A salient element of Etruscan culture was the “unusually high” position of women in comparison to Indo-European-speaking cultures. [Beekes, 33] Many ancient writers commented on Etruscan sex equality, which is also visible in Etruscan art, and the persistence of the matronymic alongside the patronymic into Roman times. [See my 2015 article “Etruscan Women and Social Structure” for examples and references] Other distinctly Asiatic elements include the double axe and hepatoscopy, a well-known Etruscan form of divination, which had its roots in Mesopotamia, especially Babylonia. [Beekes, 36, enumerates many other possible borrowings.] I would add boots with turned-up toes, a known Anatolian signature since Hittite times.

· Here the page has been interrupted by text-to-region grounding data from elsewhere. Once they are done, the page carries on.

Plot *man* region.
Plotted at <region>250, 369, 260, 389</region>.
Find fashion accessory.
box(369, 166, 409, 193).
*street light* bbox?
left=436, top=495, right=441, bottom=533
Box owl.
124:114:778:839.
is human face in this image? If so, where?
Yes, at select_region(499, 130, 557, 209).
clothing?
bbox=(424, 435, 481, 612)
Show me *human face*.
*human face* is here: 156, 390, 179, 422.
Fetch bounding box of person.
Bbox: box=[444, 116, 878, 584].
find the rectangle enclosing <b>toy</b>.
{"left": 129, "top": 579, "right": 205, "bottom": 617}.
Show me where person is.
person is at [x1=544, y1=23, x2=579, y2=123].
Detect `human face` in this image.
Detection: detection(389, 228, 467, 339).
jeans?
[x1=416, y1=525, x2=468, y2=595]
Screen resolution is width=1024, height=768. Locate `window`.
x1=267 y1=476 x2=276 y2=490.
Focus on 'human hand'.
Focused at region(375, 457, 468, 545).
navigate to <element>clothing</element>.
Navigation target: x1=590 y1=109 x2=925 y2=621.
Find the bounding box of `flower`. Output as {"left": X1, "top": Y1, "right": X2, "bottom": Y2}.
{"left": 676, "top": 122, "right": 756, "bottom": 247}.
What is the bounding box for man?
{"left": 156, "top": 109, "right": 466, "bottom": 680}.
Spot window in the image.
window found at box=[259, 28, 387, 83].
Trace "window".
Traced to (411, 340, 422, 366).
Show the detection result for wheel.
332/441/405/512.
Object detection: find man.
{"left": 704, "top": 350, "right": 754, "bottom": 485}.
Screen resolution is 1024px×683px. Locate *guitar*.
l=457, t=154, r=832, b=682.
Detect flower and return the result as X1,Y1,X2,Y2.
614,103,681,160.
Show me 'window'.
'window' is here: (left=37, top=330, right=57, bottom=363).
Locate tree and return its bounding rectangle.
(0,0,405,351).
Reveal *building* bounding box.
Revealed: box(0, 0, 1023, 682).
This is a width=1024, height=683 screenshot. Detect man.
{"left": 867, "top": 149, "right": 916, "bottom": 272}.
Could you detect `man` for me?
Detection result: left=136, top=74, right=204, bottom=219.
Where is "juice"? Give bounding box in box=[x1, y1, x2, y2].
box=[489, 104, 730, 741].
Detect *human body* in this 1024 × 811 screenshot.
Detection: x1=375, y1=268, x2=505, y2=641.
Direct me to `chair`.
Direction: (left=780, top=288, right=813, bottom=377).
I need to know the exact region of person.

There’s one more piece: a 2007 study shows that Tuscan cattle breeds have a mtDNA signature “which is found neither in the rest of Italy nor in Europe,” but corresponds to Anatolian and Near Eastern genome patterns. [Marco Pellecchia et al. “The mystery of Etruscan origins: novel clues from Bos taurus mitochondrial DNA.” Proceedings of Biological Science, May 7, 2007. www.ncbi.nlm.nih.gov/pmc/articles/PMC2189563/ The authors also claim “Near Eastern” ancestry in the Etruscans themselves, but this is contradicted by more recent studies.] They quote the Roman philosopher Seneca: Asia Etruscos sibi vindicat (“Asia claims the Etruscans back”). The Romans were convinced of their neighbors’ Anatolian antecedents.